The texts being incomplete, François Morel decided to restore them, to imagine words and notes where there were none left, helped in this by his friend, the musician Antoine Salher and by the novelist Gérard Mordillat.
On stage, François Morel is not alone: Antoine Sahler, Amos Mah and Muriel Gastebois accompanies him, one on piano, trumpet and accordion, the other on guitar and cello and the last to percussion. He also shares interpretation with Gérard Mordillat and Romain Lemire.
This show also gave rise to a book, All the sailors in the world, Life and death of Yves-Marie le Guilvinec (Ed. Calmann-Lévy), signed François Morel, Gérard Mordillat and Antoine Sahler. This biography of Yves-Marie Le Guilvinec is completed by the full text of his songs as well as several moving letters to his mother and a study on his mort signed Dr Patrick Pelloux, as well as portraits by Ernest Pignon-Ernest.
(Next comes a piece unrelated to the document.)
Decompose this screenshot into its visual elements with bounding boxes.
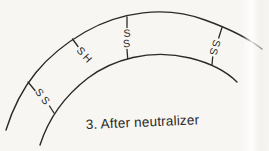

This is not the first time that François Morel has pushed the song. This part of his (protean) career officially began in 2006, with Private collection, directed by Jean-Michel Ribes. Since adolescence, François Morel wrote songs but it was a meeting with the French composer Reinhardt Wagner, which will push him to pass the course. The latter will compose and interpret the music of his first texts.
François Morel also sings “the others”: Brassens (with Yolande Moreau in particular), Brel, Trenet and even Dalida. His tour All sailors are singers will take him to Paris from May 17 to July 3 on the stage of the Théâtre du Rond-Point in Paris. He will then be on the Francofolies stage on July 16.
All the sailors are singers on May 6 at the Eldorado Saint-Pierre-d’Oléron at 8:30 p.m. then on May 14 at Epinay-sous-Sénart (91)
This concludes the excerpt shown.